Clarence Bundy’s wife Freda was a community promoter in her own right. She was born in Truro, Nova Scotia in 1895 and came west to marry her husband in Lethbridge on April 15th, 1916. She was an active supporter of Clarence’s career throughout their years in Cowley and Pincher Station. Following her husband’s retirement, the couple resided in Pincher Creek itself for several years. A teacher by profession, she taught during the early years and again in the 1950s. She too was active in the local United Church. But it was her work as a local historian that won her the most acclaim. Fascinated with the tales and chronicles dating from the earliest era of our local frontier history, she sought out the oldtimers and written records documenting the past. A number of historical manuscripts were written, some of which appeared as articles in the Lethbridge Herald. Twice, once during the early 1950s and the second almost a decade later, she had published in the Pincher Creek Echo a serialized history of the area entitled “In The Foothills Of The Rockies”. Today her work remains as one of the most interesting sources for local history.
ARTHUR GEORGE FOX
Arthur George Fox and his family were destined to have a historical impact within the Pincher Creek district.
Born in Minnesota in 1876 where he was raised, A. G. Fox moved to Manitoba as an adult where he first entered employment with the C.P.R. There he became a Station Agent but later moved onto Alberta where over nearly thirty years he was stationed at four different postings including Stettler, Sedgewick and Carbon. His last posting was at Pincher City (also known as Pincher Station) where he adeptly served as Station Agent from 1933 till his retirement some five years later. Socially, he was active in the IOOF and the United Church. Fox and his wife spent their retirement years in Grand Forks, B.C. where he passed away in 1946.

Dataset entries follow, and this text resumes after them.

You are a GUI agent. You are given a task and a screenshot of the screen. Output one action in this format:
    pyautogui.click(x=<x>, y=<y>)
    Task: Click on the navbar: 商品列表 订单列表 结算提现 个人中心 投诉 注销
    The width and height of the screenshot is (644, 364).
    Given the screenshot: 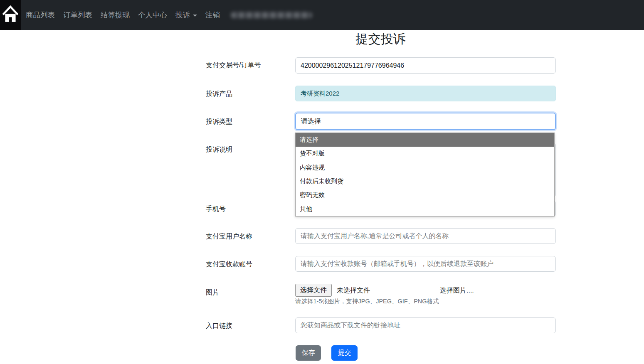 What is the action you would take?
    pyautogui.click(x=322, y=15)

One of their sons, Del Fox, remained in Pincher Creek as a businessman. From 1941 until his own retirement, the younger family member owned and operated the Fox Theatre, first at the old Opera House site on Christie Avenue and then as of 1947, at its current Main Street location.
MATTHEW AND LILLIAN MURPHY
Matthew Alger Murphy (1881 – 1957) was another illustration of Canadian Pacific Railway officials to develop ties with southwestern Alberta. From 1902 through 1913, Murphy adeptly served as the C.P.R.’s esteemed Station Agent at Cowley.
Born in Ottawa, this Cowley pioneer accumulated a fifteen-year career in the railway industry. Starting at the age of 17 years, his first posting was as a C.P.R. telegraph operator near the city of his birth. Murthy further gained experience with two other railway companies before signing up again with Canadian Pacific. By 1901, he had transferred to Elko, B.C., again as a telegraph operator. Matthew Murphy was in the west to stay.
Following his railway stint in Cowley, Murphy remained in this ranching community to serve 39 years as the local Postmaster, finally retiring in 1952. For the previous twenty years, he also operated a mercantile business in the Village. Very active in the community, he served on the executive of the Chinook Lodge No. 53 (Cowley) of the Masonic Lodge and volunteered with the Independent Order of the Oddfellows.
Matthew Murphy and his wife the former Lillian Swinney had a family of five children.